Wednesday, February 08, 2012

The Many Worlds Hypothesis

So in the current edition of SF Signal's Mind Meld we are asked to consider whether FTL travel, space empires, crashing suns and the like are no longer better than the intellectual property of a certain Hollywood franchise or two. I mean, you have that pesky Einstein fellow and his laws. You have all that distance. You have the possibility that we'll drown ourselves, choke ourselves, blow ourselves up, starve ourselves or (insert your favorite apocalyptic scenario HERE) ourselves.

Well, maybe. Maybe we're not good enough or smart enough or tough enough to survive the next (5) (10) (50) (100) (500) (1,000) (take your pick) years. Maybe the universe is working against us when it comes to visiting other stars. So how can we get around that?

First, we can be optimistic. While it is currently pretty popular (or trendy) for science fiction to be more pessimistic than optimistic, I think these things go in cycles. The Cold War led to a lot of science fiction where the world ended in fire. The long slow grinding of the 1970's led to dystopian cyberpunk. The threat of climate change led to a new variation on the nuclear apocalypse. But in between the down cycles we had cycles where science fiction had optimism. It might have been overshadowed by the last down cycle, but they were there. So, let's assume that the human race survives. Where next?

Well, we could build an empire (so to speak) here in the Solar System and "play" in that with our fiction. With eight (nine) planets and countless moons, asteroids and comets, there is plenty of real estate and story possibilities around. Look at the McAndrew stories of the late Charles Sheffield, the Grand Tour series of Ben Bova, the classic book The Planet Strappers by Ramond Z. Gallun (available free at your various sites such as Project Gutenberg or Manybooks), Paul Mc Auley's recent duo of The Quiet War and Gardens of the Sun or John Varley's classic Eight Worlds books and stories such as The Ophiuchi Hotline and Picnic on Nearside. Mining colonies on Mercury, balloon cities in the atmosphere of Venus, O'Neil colonies around Earth and the Moon, terraformers (or not) on Mars, miners in the Belt, gas miners and robots around Jupiter, surfers of the rings of Saturn...all the way out to the cometary halo, where we can have Freeman Dyson's genetically-altered trees and humans living in bio-suits such as those found in the works of John Varley and Spider Robinson.

Not enough? It should be, but let's make the Big Leap.

Even if we can't do faster-than-light travel, if we can't get around Einstein, or jump via a collapser (Joe Haldeman), or find a stargate (television or numerous books or webcomics) or warp space (television and more)...you could set stories using the slowboats. Both Sheffield and Varley had epic journeys not quite to the next stars. Charles Stross did the same in his Accelerandro stories. Bussard Interstellar Ramjets, multi-generation colony ships, laser-boosted sailships crewed by the Habermen or the Scanners or even downloaded intelligences. Take the era of Horatio Hornblower and Jack Aubrey where the speed of communication equals the speed of travel, find a way of extending lifespans through artificial means of playing with Einstein and see what you can come up with. Some can find vast time-and-space spanning success within these limits (see the earlier works of Alastair Reynolds as a fantastic example).

Or...let's play with physics. We can go the classic route. Hurtling worlds. The Galactic Patrol. Superdreadnoughts tearing up the ether. Scintillating lenses and steely-eyed heroes and heroines. I revisit "Doc" Smith, Edmund "World-Wrecker" Hamilton and others every few years. The stories creak, the science is obsolete, but those guys could chew up the scenery, errr, the universe.

Or we can take a more rigid approach. Find a way around Einstein. Keep it consistent. Bring it to the fore, or keep it in the background. How about...different physics (Greg Egan's Clockwork Rocket)? Zones of different physics in the galaxy (Vernor Vinge's A Fire Upon the Deep and its prequel/sequel)? Plain old FTL all the way across (Larry Niven, Jerry Pournelle, even the cinema of Babylon 5, Star Trek, Star Wars and Battlestar Galactica).

The play's the thing. FTL, the Galactic Patrol, galactic empires (rising or falling) and the like are no more or less relevant today than they ever were. It's up to the storyteller, the writer, the screen writer, the director, the game designer to make it something we want to experience.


_WHAT THIS TASK INVOLVES_
Copy each line of the data below exactly, leaving out pictures.

Figure record extracts
###

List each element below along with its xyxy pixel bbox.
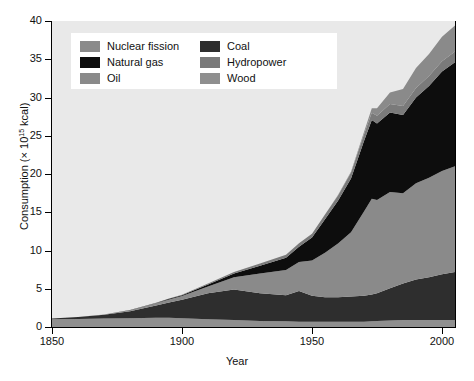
y-tick-label-35: 35	[30, 53, 42, 64]
legend-swatch-icon	[200, 57, 220, 68]
legend-swatch-icon	[80, 57, 100, 68]
y-tick-label-30: 30	[30, 92, 42, 103]
energy-consumption-chart: 0510152025303540 1850190019502000 Year C…	[0, 0, 474, 381]
x-tick-label-1950: 1950	[282, 336, 342, 347]
y-tick-label-15: 15	[30, 206, 42, 217]
y-axis-title: Consumption (× 1015 kcal)	[18, 56, 31, 276]
y-tick-0	[45, 327, 51, 328]
y-axis-title-tail: kcal)	[18, 103, 30, 129]
legend-label: Natural gas	[107, 56, 163, 68]
y-axis-title-main: Consumption (× 10	[18, 137, 30, 230]
y-tick-label-20: 20	[30, 168, 42, 179]
x-tick-2000	[442, 328, 443, 334]
y-tick-5	[45, 289, 51, 290]
y-axis-title-exponent: 15	[18, 129, 25, 137]
legend-item-nuclear-fission[interactable]: Nuclear fission	[80, 38, 186, 54]
legend-swatch-icon	[200, 41, 220, 52]
y-tick-label-25: 25	[30, 130, 42, 141]
x-axis-title: Year	[0, 355, 474, 367]
legend-swatch-icon	[80, 41, 100, 52]
legend-label: Hydropower	[227, 56, 286, 68]
y-tick-30	[45, 98, 51, 99]
y-tick-15	[45, 212, 51, 213]
legend-item-wood[interactable]: Wood	[200, 70, 330, 86]
y-tick-10	[45, 251, 51, 252]
y-axis-line	[51, 21, 52, 328]
legend-swatch-icon	[80, 73, 100, 84]
x-tick-label-2000: 2000	[412, 336, 472, 347]
legend-grid: Nuclear fissionCoalNatural gasHydropower…	[80, 38, 330, 86]
x-axis-line	[51, 327, 456, 328]
legend-item-natural-gas[interactable]: Natural gas	[80, 54, 186, 70]
legend-item-coal[interactable]: Coal	[200, 38, 330, 54]
y-tick-label-5: 5	[36, 283, 42, 294]
legend: Nuclear fissionCoalNatural gasHydropower…	[71, 33, 337, 89]
x-tick-1900	[182, 328, 183, 334]
right-spine	[455, 21, 456, 328]
y-tick-20	[45, 174, 51, 175]
legend-label: Wood	[227, 72, 256, 84]
y-tick-40	[45, 21, 51, 22]
legend-label: Coal	[227, 40, 250, 52]
y-tick-35	[45, 59, 51, 60]
y-tick-25	[45, 136, 51, 137]
legend-swatch-icon	[200, 73, 220, 84]
y-tick-label-40: 40	[30, 15, 42, 26]
y-tick-label-10: 10	[30, 245, 42, 256]
legend-label: Oil	[107, 72, 120, 84]
y-tick-label-0: 0	[36, 321, 42, 332]
legend-item-oil[interactable]: Oil	[80, 70, 186, 86]
legend-item-hydropower[interactable]: Hydropower	[200, 54, 330, 70]
legend-label: Nuclear fission	[107, 40, 179, 52]
x-tick-label-1900: 1900	[152, 336, 212, 347]
x-tick-1950	[312, 328, 313, 334]
x-tick-label-1850: 1850	[22, 336, 82, 347]
x-tick-1850	[52, 328, 53, 334]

###

_ANSWER FOR THIS EXERCISE_
List each element below along with its xyxy pixel bbox.
y-tick-label-35: 35	[30, 53, 42, 64]
legend-swatch-icon	[200, 57, 220, 68]
legend-swatch-icon	[80, 57, 100, 68]
y-tick-label-30: 30	[30, 92, 42, 103]
energy-consumption-chart: 0510152025303540 1850190019502000 Year C…	[0, 0, 474, 381]
x-tick-label-1950: 1950	[282, 336, 342, 347]
y-tick-label-15: 15	[30, 206, 42, 217]
y-axis-title: Consumption (× 1015 kcal)	[18, 56, 31, 276]
y-tick-0	[45, 327, 51, 328]
y-axis-title-tail: kcal)	[18, 103, 30, 129]
legend-label: Natural gas	[107, 56, 163, 68]
y-axis-title-main: Consumption (× 10	[18, 137, 30, 230]
y-tick-label-20: 20	[30, 168, 42, 179]
x-tick-2000	[442, 328, 443, 334]
y-tick-5	[45, 289, 51, 290]
y-axis-title-exponent: 15	[18, 129, 25, 137]
legend-item-nuclear-fission[interactable]: Nuclear fission	[80, 38, 186, 54]
legend-swatch-icon	[200, 41, 220, 52]
y-tick-label-25: 25	[30, 130, 42, 141]
x-axis-title: Year	[0, 355, 474, 367]
legend-swatch-icon	[80, 41, 100, 52]
legend-label: Hydropower	[227, 56, 286, 68]
y-tick-30	[45, 98, 51, 99]
y-tick-15	[45, 212, 51, 213]
legend-item-wood[interactable]: Wood	[200, 70, 330, 86]
y-tick-10	[45, 251, 51, 252]
y-axis-line	[51, 21, 52, 328]
legend-swatch-icon	[80, 73, 100, 84]
x-tick-label-2000: 2000	[412, 336, 472, 347]
legend-grid: Nuclear fissionCoalNatural gasHydropower…	[80, 38, 330, 86]
x-axis-line	[51, 327, 456, 328]
legend-item-natural-gas[interactable]: Natural gas	[80, 54, 186, 70]
legend-item-coal[interactable]: Coal	[200, 38, 330, 54]
y-tick-label-5: 5	[36, 283, 42, 294]
legend: Nuclear fissionCoalNatural gasHydropower…	[71, 33, 337, 89]
x-tick-1900	[182, 328, 183, 334]
right-spine	[455, 21, 456, 328]
y-tick-20	[45, 174, 51, 175]
legend-label: Wood	[227, 72, 256, 84]
y-tick-40	[45, 21, 51, 22]
legend-label: Coal	[227, 40, 250, 52]
y-tick-35	[45, 59, 51, 60]
y-tick-25	[45, 136, 51, 137]
legend-swatch-icon	[200, 73, 220, 84]
y-tick-label-40: 40	[30, 15, 42, 26]
y-tick-label-10: 10	[30, 245, 42, 256]
legend-label: Oil	[107, 72, 120, 84]
y-tick-label-0: 0	[36, 321, 42, 332]
legend-item-oil[interactable]: Oil	[80, 70, 186, 86]
legend-item-hydropower[interactable]: Hydropower	[200, 54, 330, 70]
legend-label: Nuclear fission	[107, 40, 179, 52]
x-tick-label-1900: 1900	[152, 336, 212, 347]
x-tick-1950	[312, 328, 313, 334]
x-tick-label-1850: 1850	[22, 336, 82, 347]
x-tick-1850	[52, 328, 53, 334]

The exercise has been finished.